I was both excited and scared.
It’s every entrepreneur’s dream and every entrepreneur’s nightmare, and it was the biggest decision of my young career.
I was a one-person computer consulting business. With no office, no employees, and no phone line, the word “business” was an exaggeration. I was really just a freelance computer geek doing everything from writing software to fixing printers for a handful of customers.
I was working hard, pulling regular all-nighters, and coding every weekend when I got a call to build a large software development project for big name business.
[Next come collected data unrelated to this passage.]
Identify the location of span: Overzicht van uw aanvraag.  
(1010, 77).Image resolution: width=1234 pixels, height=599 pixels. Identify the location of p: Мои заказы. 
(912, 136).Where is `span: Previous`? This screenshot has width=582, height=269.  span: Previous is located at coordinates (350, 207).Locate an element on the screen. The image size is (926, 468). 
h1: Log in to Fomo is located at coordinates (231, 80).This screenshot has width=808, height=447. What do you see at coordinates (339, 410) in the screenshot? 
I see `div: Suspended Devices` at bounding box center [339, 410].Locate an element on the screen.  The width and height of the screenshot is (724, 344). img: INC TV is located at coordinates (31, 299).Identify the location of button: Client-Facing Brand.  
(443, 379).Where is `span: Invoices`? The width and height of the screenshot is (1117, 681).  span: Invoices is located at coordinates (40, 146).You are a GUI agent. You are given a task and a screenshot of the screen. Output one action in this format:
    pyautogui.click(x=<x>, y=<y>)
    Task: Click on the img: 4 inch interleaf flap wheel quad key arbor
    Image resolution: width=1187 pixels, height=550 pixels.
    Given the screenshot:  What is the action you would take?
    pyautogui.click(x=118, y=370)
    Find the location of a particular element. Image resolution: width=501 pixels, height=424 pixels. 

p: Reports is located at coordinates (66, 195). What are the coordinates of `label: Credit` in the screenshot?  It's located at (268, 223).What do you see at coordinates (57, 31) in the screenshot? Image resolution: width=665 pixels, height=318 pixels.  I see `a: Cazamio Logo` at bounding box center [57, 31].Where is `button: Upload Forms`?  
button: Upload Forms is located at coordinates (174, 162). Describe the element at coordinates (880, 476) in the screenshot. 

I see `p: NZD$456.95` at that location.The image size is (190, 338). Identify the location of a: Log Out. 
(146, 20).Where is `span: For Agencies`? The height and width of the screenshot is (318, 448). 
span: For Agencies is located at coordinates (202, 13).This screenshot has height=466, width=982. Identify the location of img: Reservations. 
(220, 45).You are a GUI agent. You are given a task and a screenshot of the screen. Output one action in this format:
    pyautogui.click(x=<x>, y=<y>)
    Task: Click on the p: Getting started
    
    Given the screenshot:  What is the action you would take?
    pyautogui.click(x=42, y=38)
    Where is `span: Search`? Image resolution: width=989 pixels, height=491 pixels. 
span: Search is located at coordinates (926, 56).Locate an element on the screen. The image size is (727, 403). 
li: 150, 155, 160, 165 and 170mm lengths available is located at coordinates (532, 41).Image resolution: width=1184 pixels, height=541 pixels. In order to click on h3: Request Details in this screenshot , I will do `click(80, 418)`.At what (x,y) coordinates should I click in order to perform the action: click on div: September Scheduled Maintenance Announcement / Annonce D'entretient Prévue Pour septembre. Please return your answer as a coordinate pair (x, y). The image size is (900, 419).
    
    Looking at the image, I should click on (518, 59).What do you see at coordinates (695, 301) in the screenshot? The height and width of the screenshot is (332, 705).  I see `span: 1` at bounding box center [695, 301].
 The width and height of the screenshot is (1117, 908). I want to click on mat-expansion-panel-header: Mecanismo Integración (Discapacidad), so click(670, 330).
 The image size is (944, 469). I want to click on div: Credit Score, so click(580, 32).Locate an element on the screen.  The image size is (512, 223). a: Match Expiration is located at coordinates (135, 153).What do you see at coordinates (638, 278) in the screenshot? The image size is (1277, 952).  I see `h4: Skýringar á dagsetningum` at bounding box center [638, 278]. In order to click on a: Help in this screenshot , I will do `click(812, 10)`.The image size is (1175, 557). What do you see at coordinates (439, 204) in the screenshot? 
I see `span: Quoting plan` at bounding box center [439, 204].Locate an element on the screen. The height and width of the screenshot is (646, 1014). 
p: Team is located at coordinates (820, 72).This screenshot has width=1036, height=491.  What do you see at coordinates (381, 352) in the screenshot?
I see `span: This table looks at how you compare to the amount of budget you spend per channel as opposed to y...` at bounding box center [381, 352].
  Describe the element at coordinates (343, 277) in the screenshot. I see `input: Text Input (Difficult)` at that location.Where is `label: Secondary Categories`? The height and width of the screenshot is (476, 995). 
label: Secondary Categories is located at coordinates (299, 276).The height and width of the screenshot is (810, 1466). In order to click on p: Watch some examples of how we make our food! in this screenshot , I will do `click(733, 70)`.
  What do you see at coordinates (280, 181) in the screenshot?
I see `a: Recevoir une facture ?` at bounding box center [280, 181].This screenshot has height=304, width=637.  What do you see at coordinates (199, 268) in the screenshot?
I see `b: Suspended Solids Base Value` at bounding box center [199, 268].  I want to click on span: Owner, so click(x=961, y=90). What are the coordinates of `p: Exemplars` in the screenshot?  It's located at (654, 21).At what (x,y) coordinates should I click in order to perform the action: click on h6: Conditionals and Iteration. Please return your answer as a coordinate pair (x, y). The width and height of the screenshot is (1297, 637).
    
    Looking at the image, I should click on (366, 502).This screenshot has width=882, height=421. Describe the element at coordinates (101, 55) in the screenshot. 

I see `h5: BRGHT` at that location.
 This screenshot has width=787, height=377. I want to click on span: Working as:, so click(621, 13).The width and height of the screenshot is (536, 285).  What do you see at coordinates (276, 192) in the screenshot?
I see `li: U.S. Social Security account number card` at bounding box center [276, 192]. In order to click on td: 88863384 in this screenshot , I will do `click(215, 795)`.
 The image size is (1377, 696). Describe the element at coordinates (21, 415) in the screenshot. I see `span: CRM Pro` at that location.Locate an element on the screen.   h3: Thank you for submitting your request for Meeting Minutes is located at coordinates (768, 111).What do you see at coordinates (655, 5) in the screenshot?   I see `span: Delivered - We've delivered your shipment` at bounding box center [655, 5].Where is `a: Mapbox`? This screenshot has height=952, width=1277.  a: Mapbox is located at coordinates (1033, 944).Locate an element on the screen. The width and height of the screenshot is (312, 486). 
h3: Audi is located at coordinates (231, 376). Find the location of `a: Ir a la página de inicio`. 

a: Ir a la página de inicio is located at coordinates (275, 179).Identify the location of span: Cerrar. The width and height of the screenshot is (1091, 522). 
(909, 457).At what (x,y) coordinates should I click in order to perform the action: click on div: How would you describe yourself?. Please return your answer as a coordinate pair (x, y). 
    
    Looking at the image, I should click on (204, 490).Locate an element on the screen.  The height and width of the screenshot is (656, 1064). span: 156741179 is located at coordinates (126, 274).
What an opportunity! This will be a piece of cake.
But … wait.
I was booked solid and there was no way of taking on anything else by myself. I was faced with one of the biggest decisions of my life—hiring my first employee.
It wasn’t a matter of who to hire, but whether or not to take on the huge responsibility and pressure of hiring anyone at all.
What if work dries up? What happens to cash flow if a client is slow to pay? Will I be a good manager?
Anyone who’s started a business from scratch knows what I’m talking about. You dream of growing from a one-person shop into a real company, but when the time comes to hire your first employee, the decision isn’t as easy as it sounds.
Next to proposing to my wife, for me, taking on the responsibility for someone else’s livelihood was the most nerve-racking proposition I’d ever undertaken.
The decision became scarier when I began interviewing potential candidates. I quickly realized that the word “employee” didn’t accurately describe what I was taking on. It felt like too cold a term to describe the human beings that were willing to put their career in my hands. Every person I talked to had dreams, fears, and responsibilities of their own that my tiny company might have a large impact on.
When I finally decided to take the plunge and hire someone, my anxiety was sky-high. It took me a full week to get a good night’s sleep as I worried about all the “what-could-go-wrongs.”
But while I was stressing out, my first-ever hire was thriving.
It didn’t take long to see that one plus one equaled three. Not only did our small tech consulting firm’s productivity triple—but I also gained a teammate whom I enjoyed working with. It was a win-win-win for our company, myself, and my new colleague. We all began to grow.
Thinking back, there were a few things I learned:
- Growing from a one-person to a two-person company is a big step. Every entrepreneur I know experiences the same fears that I had.
- It’s critical to find the right person, even if it means turning down work in the meantime. Taking time to find the best fit is worth the effort. I was lucky to find a rock star that 25 years later is still going strong.
- It’s risky to expand, but there’s also risk in not expanding. As a “solo-preneuer” especially in a services business, it’s tough to scale to meet your customers’ needs.